Happy New Year! A new year always brings new things - which is true even more so in the Internet services industry. I've been thinking about new things that will influence the web hosting industry this year. One thing that particularly struck me is hard drive size.
Hitachi Global Storage Technologies and Seagate Technology made product announcements about their upcoming 1 terabyte hard drives. Hitachi will start selling its new drive in the first quarter while Seagate promises to do the same within the first half of 2007.
Yes, that's right - one terabyte of space on a 3.5" hard drive with either a SATA or IDE interface. Hitachi plans on initially selling the drive for $399 - or $0.40/GB. The previous record was 750GB, introduced in spring of 2006. Building the home theater PC will now be even more powerful by being able to build a few terabytes of storage.
As for the effect on hosting companies, this will further drive customer demand for more storage for websites. And some hosting companies will undoubtedly raise the amount of disk space included with hosting plans as the year progresses. 1and1 offers 200GB of disk space for $9.99 already; what will they go to next once the one terabyte drives come down in price? Seriously, how many websites really need 200GB of disk space?
At groupSPARK Private Label Exchange Hosting, our partners, most of whom are ISP's and Web Hosting companies, are relaying their customers' demands for ever-increasing mailbox sizes to us. After all, who's got the time to delete email from Outlook? It's because of this trend that we now allow up to a 10GB Exchange Server mailbox size. As the year progresses, we will most likely also increase this limit.
Of course, offering larger and larger disk quotas as a service provider brings along its own headaches, namely backing up such large amounts of data and continually increasing the amount of disk space given to customers. Will it ever end? Probably not as long as hard drive manufacturers keep building larger drives!
As someone who works in hosting, I'm constantly amazed how quickly the storage needs of our customers continue to grow. We try to stay ahead of the curve and constantly evaluate our storage allocations with others in the industry. However, we try and stay out of the pure storage race as we want to provide the best web hosting, not the best web storage.
My hope is that most websites realize that a good host isn't necessarily that one that offers the most storage.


Exercise: The reply should contain every entry below exactly as written, with no images.

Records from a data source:

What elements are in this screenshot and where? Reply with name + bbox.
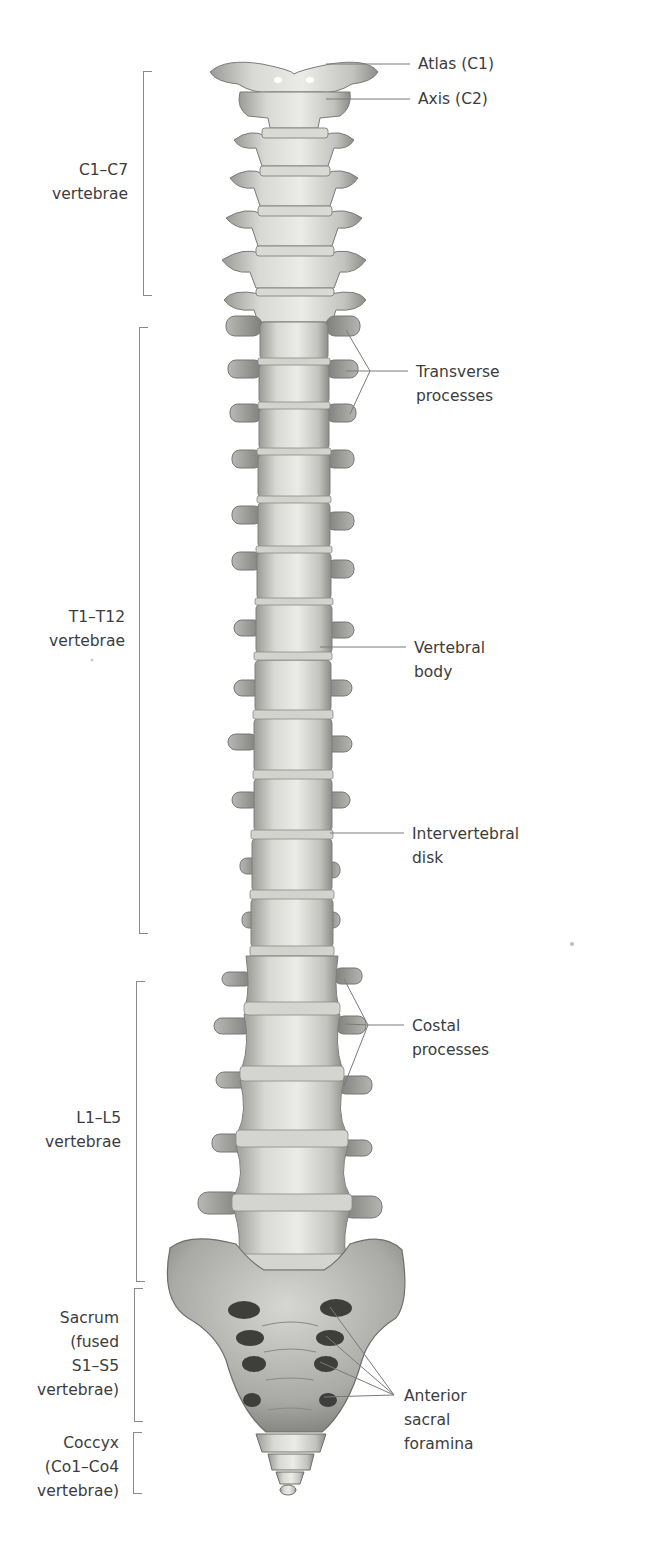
coccyx-bone	[256, 1434, 326, 1495]
label-anterior-sacral-foramina: Anterior sacral foramina	[404, 1384, 474, 1456]
label-thoracic: T1–T12 vertebrae	[49, 605, 125, 653]
scan-speck	[570, 942, 574, 946]
bracket-cervical	[143, 71, 152, 296]
label-coccyx: Coccyx (Co1–Co4 vertebrae)	[37, 1431, 119, 1503]
label-atlas: Atlas (C1)	[418, 52, 494, 76]
cervical-vertebrae	[222, 128, 366, 322]
spine-diagram: C1–C7 vertebrae T1–T12 vertebrae L1–L5 v…	[0, 0, 656, 1546]
label-axis: Axis (C2)	[418, 87, 488, 111]
label-costal-processes: Costal processes	[412, 1014, 489, 1062]
bracket-thoracic	[139, 327, 148, 934]
axis-bone	[239, 92, 350, 128]
label-sacrum: Sacrum (fused S1–S5 vertebrae)	[37, 1306, 119, 1402]
label-lumbar: L1–L5 vertebrae	[45, 1106, 121, 1154]
bracket-sacrum	[134, 1288, 143, 1422]
lumbar-vertebrae	[198, 956, 382, 1270]
label-intervertebral-disk: Intervertebral disk	[412, 822, 519, 870]
bracket-lumbar	[136, 981, 145, 1282]
label-transverse-processes: Transverse processes	[416, 360, 500, 408]
scan-speck	[91, 659, 94, 662]
thoracic-bodies	[251, 322, 333, 948]
label-vertebral-body: Vertebral body	[414, 636, 485, 684]
bracket-coccyx	[133, 1432, 142, 1494]
label-cervical: C1–C7 vertebrae	[52, 158, 128, 206]
thoracic-vertebrae	[226, 316, 360, 956]
atlas-bone	[210, 62, 378, 92]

Answer for the task:
What elements are in this screenshot and where? Reply with name + bbox.
coccyx-bone	[256, 1434, 326, 1495]
label-anterior-sacral-foramina: Anterior sacral foramina	[404, 1384, 474, 1456]
label-thoracic: T1–T12 vertebrae	[49, 605, 125, 653]
scan-speck	[570, 942, 574, 946]
bracket-cervical	[143, 71, 152, 296]
label-coccyx: Coccyx (Co1–Co4 vertebrae)	[37, 1431, 119, 1503]
label-atlas: Atlas (C1)	[418, 52, 494, 76]
cervical-vertebrae	[222, 128, 366, 322]
spine-diagram: C1–C7 vertebrae T1–T12 vertebrae L1–L5 v…	[0, 0, 656, 1546]
label-axis: Axis (C2)	[418, 87, 488, 111]
label-costal-processes: Costal processes	[412, 1014, 489, 1062]
bracket-thoracic	[139, 327, 148, 934]
axis-bone	[239, 92, 350, 128]
label-sacrum: Sacrum (fused S1–S5 vertebrae)	[37, 1306, 119, 1402]
label-lumbar: L1–L5 vertebrae	[45, 1106, 121, 1154]
bracket-sacrum	[134, 1288, 143, 1422]
lumbar-vertebrae	[198, 956, 382, 1270]
label-intervertebral-disk: Intervertebral disk	[412, 822, 519, 870]
bracket-lumbar	[136, 981, 145, 1282]
label-transverse-processes: Transverse processes	[416, 360, 500, 408]
scan-speck	[91, 659, 94, 662]
thoracic-bodies	[251, 322, 333, 948]
label-vertebral-body: Vertebral body	[414, 636, 485, 684]
bracket-coccyx	[133, 1432, 142, 1494]
label-cervical: C1–C7 vertebrae	[52, 158, 128, 206]
thoracic-vertebrae	[226, 316, 360, 956]
atlas-bone	[210, 62, 378, 92]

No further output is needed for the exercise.